The Disquieting Muses: An Evening of Poetry Inspired by de Chirico

 

April 10, 2017

In celebration of National Poetry Month, join us Monday April 10 for a special evening of ekphrastic poetry* inspired by Giorgio de Chirico, subject of the current exhibition at the Center for Italian Modern Art. De Chirico’s painting Le Muse Inquietanti (The Disquieting Muses) of 1918, in particular — now on view at CIMA — inspired works by both Sylvia Plath and Mark Strand.

Poet Mark Wunderlich will read Sylvia Plath’s poems inspired by de Chirico’s paintings as well as a new work composed for the occasion. Jessica Strand will read Mark Strand’s poems inspired by de Chirico and speak of the role of art in her late father’s work. And poets Michael Dumanis and Mary Jo Bang will also read work inspired by de Chirico’s paintings.

*ekphrastic poetry is writing created in response to works of art.

Presented in collaboration with the Civitella Ranieri Foundation and with the generous support of the Maurice English Poetry Award.

Mary Jo Bang is the author of seven collections of poems, including Elegy, which received the National Book Critics Circle Award. Her translation of Dante’s Inferno, illustrated by Henrik Drescher, was published in 2012. She teaches at Washington University in St. Louis.

Michael Dumanis is the author of the poetry collection My Soviet Union (University of Massachusetts Press), winner of the Juniper Prize for Poetry; and coeditor of the anthology Legitimate Dangers: American Poets of the New Century (Sarabande). His writing has appeared in the Academy of American Poets’ Poem-a-Day Project, The Believer, Boston Review, LitHub, New England Review, Ploughshares, and numerous other print and online journals, and has been recognized with fellowships and residencies by the Civitella Ranieri Foundation, Yaddo, the Ohio Arts Council, and others. He teaches literature and creative writing at Bennington College, and serves as Editor of the print literary journal Bennington Review.

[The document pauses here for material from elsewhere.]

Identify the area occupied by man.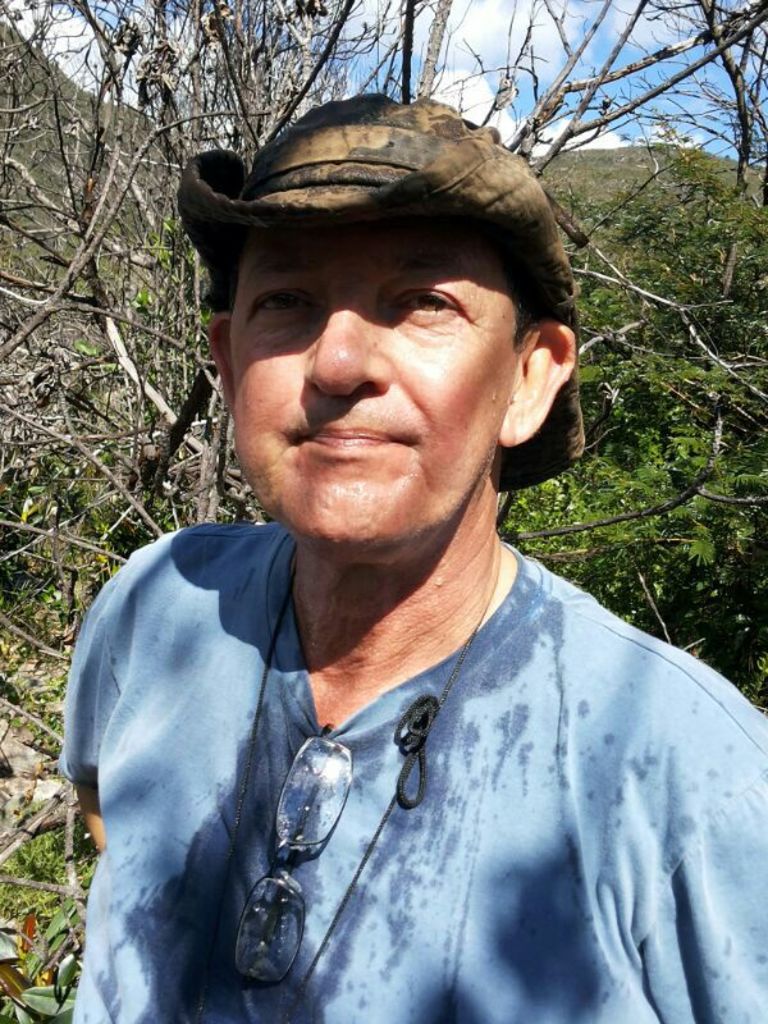
Area: bbox=(41, 93, 750, 1012).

Jessica Strand is a writer and cultural programmer/producer. At The New York Public Library, she produced extensive programming involving the libraries collections, outside partnerships, and created a marquee show Books at Noon, where she interviewed authors about their most current work.  Previously she reinvented the Strand Bookstore event series, producing dialogues between writers, artists, cartoonists, musicians, and cultural figures.  A collection of these conversations has been published in an anthology, Upstairs at the Strand (Norton, 2016). Since the election, she has created Dear America…, an organization that through programming brings artists, writers, and advocates for social justice together to express our diversity and encourage a dialogue that unites us as a country. She recently curated an anthology of poems called Love Found, which will be published by Chronicle Books in February 2018.

Mark Wunderlich is the author of three volumes of poetry, the most recent of which is The Earth Avails, published by Graywolf Press in 2014 and which received the Rilke Prize.  He teaches writing and literature at Bennington College and lives in New York’s Hudson Valley.